SafeBreach released a research blog on how they were able to obtain large amounts of sensitive data using Google’s VirusTotal service in combination with other known malware services and hacker forums.
We spoke with Tomer Bar, SafeBreach about the research and what makes this finding highly relevent for the security community.
Can you explain your finding? What makes this unique?
Virus Total owned by Google is one of the biggest public malware dataset in the world. This service allows everyone to upload suspicious files, each file will be scanned by at least 70 endpoint security engines and the results will be displayed for the user to decide if this file is malicious or not. Virus Total also provide a paid license service which offers advanced search capabilities on the dataset, downloading of any file, pivoting from one file to another, etc.
We found out that a criminal that purchased the most limited license for a couple of hundred dollars will have the ability to search and obtain victims' sensitive data that was stolen by other hackers and uploaded to VirusTotal.
What surprised you most about this finding?
In total we found almost 1 Million credentials in a few days and unencrypted cryptocurrency wallets, but even more surprising is that the collected credentials were also for government sites which will allow the criminals to easily steal the identity of the victim and use it outside of the cyber arena. This is a unique technique that allows a criminal with minimal knowledge to achieve access to a large amount of sensitive data and steal money from victims with minimal efforts and with almost no risk of being caught.

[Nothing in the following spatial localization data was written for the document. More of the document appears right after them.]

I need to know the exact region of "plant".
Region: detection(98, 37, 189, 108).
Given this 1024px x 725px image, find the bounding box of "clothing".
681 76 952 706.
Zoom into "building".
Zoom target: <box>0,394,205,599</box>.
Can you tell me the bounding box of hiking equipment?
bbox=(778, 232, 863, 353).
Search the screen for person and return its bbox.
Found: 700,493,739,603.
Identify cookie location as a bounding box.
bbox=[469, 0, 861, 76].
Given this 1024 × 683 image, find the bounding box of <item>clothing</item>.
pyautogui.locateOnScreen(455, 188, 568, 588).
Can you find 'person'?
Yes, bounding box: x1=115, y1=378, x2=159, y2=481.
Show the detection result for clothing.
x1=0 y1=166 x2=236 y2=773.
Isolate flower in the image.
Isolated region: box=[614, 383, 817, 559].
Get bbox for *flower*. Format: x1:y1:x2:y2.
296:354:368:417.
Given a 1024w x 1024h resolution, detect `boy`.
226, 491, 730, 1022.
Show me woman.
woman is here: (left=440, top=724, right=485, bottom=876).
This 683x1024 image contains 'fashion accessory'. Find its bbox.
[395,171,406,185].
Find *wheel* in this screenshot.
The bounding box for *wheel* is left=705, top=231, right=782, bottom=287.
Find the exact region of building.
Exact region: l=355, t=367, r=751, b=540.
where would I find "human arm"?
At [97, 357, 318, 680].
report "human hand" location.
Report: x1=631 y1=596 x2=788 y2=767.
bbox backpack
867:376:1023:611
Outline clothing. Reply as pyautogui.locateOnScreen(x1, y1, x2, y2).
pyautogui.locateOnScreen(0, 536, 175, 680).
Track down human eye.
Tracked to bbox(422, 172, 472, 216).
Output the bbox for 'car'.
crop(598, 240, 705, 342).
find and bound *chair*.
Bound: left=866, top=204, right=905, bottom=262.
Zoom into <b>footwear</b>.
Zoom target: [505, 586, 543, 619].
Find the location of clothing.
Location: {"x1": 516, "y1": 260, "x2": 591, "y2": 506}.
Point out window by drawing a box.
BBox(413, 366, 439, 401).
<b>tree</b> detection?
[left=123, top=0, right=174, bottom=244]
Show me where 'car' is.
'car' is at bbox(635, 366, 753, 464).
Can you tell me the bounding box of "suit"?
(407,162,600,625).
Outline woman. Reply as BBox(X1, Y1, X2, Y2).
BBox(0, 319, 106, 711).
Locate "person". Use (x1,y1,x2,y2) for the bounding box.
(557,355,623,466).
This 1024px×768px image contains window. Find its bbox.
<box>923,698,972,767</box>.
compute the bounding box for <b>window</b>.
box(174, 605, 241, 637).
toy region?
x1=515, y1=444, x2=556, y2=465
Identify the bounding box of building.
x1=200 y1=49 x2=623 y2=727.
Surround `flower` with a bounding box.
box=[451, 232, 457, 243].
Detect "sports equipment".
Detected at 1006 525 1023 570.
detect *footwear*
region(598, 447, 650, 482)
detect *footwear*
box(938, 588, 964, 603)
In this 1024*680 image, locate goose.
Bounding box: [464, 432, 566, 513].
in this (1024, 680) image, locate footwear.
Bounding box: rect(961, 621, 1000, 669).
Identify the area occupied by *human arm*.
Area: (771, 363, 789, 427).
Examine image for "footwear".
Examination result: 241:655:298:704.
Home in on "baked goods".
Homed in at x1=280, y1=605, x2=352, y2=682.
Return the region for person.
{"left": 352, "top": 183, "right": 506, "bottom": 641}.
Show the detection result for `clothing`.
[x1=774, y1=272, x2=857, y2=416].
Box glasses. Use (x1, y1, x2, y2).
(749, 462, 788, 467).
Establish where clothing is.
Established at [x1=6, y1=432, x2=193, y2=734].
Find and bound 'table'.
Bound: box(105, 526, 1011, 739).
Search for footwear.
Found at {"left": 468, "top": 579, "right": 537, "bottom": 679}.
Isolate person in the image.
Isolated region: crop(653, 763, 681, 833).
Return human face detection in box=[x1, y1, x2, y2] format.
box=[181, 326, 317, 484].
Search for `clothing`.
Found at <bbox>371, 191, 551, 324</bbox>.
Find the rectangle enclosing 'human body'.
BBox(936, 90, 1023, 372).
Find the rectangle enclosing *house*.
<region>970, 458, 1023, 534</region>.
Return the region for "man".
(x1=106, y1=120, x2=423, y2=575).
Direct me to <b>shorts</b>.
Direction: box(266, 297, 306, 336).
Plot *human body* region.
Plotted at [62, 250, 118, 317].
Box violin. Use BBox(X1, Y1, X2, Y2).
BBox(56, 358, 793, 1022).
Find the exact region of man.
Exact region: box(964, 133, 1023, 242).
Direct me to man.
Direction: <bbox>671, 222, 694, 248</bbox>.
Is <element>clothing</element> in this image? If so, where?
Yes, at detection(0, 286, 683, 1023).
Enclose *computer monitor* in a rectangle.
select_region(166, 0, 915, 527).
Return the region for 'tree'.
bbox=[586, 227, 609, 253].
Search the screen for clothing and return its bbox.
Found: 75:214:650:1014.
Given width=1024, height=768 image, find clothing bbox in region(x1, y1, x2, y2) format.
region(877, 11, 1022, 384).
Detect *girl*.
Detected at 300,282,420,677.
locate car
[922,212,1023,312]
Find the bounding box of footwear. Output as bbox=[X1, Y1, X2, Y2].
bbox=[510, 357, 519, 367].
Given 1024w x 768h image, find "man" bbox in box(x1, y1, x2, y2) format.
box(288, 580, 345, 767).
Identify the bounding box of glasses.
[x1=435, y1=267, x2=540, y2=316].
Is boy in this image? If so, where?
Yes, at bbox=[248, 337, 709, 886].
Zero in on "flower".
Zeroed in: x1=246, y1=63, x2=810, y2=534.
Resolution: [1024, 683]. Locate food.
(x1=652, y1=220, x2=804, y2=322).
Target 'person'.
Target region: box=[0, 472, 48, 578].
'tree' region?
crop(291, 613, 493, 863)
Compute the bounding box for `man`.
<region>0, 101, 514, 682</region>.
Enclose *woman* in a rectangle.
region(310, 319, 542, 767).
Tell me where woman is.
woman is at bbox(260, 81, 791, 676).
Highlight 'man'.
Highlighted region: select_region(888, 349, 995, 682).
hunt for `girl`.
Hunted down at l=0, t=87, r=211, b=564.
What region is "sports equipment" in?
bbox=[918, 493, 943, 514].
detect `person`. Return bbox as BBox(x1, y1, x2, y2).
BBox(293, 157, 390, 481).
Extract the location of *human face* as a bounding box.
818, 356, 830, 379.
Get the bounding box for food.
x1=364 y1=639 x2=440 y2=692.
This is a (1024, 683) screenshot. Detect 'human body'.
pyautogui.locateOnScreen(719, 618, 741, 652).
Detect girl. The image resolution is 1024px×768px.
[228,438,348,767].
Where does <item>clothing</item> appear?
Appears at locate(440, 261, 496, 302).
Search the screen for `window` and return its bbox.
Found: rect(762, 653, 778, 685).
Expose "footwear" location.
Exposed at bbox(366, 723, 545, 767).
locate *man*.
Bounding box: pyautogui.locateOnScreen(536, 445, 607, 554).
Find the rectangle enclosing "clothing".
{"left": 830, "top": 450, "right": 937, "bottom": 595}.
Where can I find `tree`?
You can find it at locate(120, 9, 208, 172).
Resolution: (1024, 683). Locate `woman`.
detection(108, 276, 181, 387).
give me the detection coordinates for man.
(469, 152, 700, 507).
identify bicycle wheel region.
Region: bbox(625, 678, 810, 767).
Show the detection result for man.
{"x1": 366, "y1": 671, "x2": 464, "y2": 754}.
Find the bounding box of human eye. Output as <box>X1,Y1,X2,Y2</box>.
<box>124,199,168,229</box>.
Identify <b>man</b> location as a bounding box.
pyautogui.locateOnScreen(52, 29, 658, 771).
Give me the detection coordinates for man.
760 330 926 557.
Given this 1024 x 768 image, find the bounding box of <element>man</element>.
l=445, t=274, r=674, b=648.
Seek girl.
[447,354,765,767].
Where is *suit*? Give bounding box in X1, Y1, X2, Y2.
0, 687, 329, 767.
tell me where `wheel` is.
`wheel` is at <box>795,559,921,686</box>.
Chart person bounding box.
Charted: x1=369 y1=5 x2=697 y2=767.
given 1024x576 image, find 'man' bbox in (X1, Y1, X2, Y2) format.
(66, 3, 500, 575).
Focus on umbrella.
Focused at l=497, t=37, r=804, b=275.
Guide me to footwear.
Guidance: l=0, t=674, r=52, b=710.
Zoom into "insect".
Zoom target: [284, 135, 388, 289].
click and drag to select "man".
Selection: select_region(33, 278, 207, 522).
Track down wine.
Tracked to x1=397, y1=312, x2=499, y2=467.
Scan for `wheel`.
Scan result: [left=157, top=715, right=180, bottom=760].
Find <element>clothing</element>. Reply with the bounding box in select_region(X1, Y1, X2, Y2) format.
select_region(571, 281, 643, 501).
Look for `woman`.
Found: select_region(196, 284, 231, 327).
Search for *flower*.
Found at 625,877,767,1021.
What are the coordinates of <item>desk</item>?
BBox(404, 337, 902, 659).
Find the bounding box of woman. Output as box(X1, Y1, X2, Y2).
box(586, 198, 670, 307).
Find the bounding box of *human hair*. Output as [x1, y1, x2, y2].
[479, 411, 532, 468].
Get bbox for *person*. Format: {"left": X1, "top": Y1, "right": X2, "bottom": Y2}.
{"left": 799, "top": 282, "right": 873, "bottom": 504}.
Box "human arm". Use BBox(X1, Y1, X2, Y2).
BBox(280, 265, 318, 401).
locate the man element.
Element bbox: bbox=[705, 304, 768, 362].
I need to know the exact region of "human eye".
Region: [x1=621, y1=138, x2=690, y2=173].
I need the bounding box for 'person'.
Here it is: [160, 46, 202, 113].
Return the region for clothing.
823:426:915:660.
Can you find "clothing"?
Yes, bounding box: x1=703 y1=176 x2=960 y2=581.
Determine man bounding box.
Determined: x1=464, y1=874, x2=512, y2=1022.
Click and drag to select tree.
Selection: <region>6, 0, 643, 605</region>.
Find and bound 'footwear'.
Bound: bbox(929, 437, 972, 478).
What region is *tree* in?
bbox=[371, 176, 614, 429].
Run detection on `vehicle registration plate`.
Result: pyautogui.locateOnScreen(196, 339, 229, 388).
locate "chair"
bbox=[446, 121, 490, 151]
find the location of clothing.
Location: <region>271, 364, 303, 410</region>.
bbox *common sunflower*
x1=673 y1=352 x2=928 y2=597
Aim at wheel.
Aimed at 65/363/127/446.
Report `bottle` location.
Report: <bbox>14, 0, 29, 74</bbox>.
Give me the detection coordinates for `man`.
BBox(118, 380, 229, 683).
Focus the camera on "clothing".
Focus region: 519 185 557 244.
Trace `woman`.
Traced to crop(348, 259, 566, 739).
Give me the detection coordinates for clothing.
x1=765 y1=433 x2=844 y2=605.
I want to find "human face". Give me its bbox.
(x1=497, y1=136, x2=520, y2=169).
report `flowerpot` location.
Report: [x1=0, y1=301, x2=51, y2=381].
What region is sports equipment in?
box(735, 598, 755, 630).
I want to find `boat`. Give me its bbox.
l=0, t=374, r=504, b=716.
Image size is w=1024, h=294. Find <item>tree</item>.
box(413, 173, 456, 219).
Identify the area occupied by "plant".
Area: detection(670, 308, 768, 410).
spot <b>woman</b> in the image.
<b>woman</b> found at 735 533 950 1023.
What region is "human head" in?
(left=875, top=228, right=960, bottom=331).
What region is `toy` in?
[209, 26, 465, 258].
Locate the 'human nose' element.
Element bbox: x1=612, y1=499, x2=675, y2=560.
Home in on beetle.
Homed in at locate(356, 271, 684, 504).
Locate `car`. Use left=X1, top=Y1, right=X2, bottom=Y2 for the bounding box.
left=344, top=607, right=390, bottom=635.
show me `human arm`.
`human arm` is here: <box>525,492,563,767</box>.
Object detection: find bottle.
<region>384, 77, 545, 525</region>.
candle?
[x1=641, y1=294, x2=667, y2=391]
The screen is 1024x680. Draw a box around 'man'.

What can organizations do to protect themselves from attacks like this?
Organizations should follow cyber security best practices to protect themselves from the original hacker's attack. Once the data is stolen, they have less control over where it is published. The mitigation of the publication of data in a public dataset should be done from the vendor\dataset owner like removing or disallowing uploads of files that contain sensitive data.
Do you expect that we will see this type of attack in another form in the future?
Attackers will always try to find the loophole and break the chain by its weakest link. In the Windows exploitation world, the cost from a memory corruption vulnerability to a working 0-day exploit increased to a level that forces the hackers to look for easier and more profitable vectors. They began to use logical bugs like Log4j, social engineering tricks and even a few
ago started using Microsoft Office files (a method that was common 20 years ago). We believe that we will see this trend surge when the cost of attacks increase sto a level that will force hackers to think out of the box.